Associated Press
The Associated Press is an American not-for-profit news agency headquartered in New York City.
Founded in 1846, it operates as a cooperative, unincorporated association, and produces news reports that are distributed to its members, major U.S. daily newspapers and radio and television broadcasters. Since the Pulitzer Prize was established in 1917, the AP has earned 59 of them, including 36 for photography. The AP distributes its widely used AP Stylebook, its AP polls tracking NCAA sports, and its election polls and results during U.S. elections. It sponsors the National Football League's annual awards.

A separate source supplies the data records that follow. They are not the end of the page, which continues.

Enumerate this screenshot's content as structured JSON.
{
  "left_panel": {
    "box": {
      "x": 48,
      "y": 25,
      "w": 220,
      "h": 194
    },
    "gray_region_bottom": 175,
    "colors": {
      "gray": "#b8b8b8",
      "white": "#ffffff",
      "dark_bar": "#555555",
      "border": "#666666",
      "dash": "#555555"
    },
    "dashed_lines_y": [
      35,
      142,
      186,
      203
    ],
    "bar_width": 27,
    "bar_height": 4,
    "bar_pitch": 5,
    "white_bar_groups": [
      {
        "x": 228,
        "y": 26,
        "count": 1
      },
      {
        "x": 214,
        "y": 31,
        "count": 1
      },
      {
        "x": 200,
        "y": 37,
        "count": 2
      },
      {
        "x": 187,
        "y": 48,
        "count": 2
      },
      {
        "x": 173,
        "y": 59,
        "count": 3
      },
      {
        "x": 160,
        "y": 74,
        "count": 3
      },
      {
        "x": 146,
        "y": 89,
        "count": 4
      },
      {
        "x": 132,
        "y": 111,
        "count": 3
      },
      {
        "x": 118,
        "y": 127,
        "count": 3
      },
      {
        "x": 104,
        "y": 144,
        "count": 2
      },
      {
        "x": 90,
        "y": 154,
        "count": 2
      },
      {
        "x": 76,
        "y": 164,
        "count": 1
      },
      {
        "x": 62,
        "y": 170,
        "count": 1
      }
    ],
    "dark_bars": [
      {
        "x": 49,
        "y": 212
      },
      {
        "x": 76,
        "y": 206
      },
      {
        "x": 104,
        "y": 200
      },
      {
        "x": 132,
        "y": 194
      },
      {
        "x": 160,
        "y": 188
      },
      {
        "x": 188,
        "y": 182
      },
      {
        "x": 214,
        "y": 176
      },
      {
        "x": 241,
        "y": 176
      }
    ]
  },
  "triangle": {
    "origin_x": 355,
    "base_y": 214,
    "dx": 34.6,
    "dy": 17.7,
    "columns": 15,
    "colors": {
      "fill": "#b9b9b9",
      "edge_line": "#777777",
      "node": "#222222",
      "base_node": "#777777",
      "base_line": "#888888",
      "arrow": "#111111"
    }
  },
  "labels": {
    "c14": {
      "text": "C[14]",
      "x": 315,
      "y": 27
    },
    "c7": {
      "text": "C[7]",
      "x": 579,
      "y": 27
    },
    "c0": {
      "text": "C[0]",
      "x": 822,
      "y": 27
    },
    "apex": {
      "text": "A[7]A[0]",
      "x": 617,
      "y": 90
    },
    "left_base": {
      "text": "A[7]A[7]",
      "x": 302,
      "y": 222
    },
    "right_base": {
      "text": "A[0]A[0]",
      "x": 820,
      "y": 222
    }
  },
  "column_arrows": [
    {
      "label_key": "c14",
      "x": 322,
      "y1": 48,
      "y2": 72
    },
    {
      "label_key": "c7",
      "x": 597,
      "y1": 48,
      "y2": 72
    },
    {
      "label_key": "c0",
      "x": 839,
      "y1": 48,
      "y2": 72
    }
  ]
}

By 2016, news collected by the AP was published and republished by more than 1,300 newspapers and broadcasters. The AP operates 235 news bureaus in 94 countries, and publishes in English, Spanish, and Arabic. It also operates the AP Radio Network, which provides twice hourly newscasts and daily sportscasts for broadcast and satellite radio and television stations. Many newspapers and broadcasters outside the United States are AP subscribers, paying a fee to use AP material without being contributing members of the cooperative. As part of their cooperative agreement with the AP, most member news organizations grant automatic permission for the AP to distribute their local news reports. As of 2025, the AP attracts more than 128 million monthly website visits, making it one of the top 10 news websites in the U.S.
History
The Associated Press was formed in May 1846 by five daily newspapers in New York City to share the cost of transmitting news of the Mexican–American War. The venture was organized by Moses Yale Beach, second publisher of The Sun, joined by the New York Herald, the New York Courier and Enquirer, The Journal of Commerce, and the New York Evening Express. Some historians believe that the New-York Tribune joined at this time; documents show it was a member in 1849. The New York Times became a member in September 1851.Initially known as the New York Associated Press, the organization faced competition from the Western Associated Press, which criticized its monopolistic news gathering and price setting practices. An investigation completed in 1892 by Victor Lawson, editor and publisher of the Chicago Daily News, revealed that several principals of the NYAP had entered into a secret agreement with United Press, a rival organization, to share NYAP news and the profits of reselling it. The revelations led to the demise of the NYAP and in December 1892, the Western Associated Press was incorporated in Illinois as the Associated Press. A 1900 Illinois Supreme Court decision holding that the AP was a public utility and operating in restraint of trade resulted in the AP's move from Chicago to New York City, where corporation laws were more favorable to cooperatives.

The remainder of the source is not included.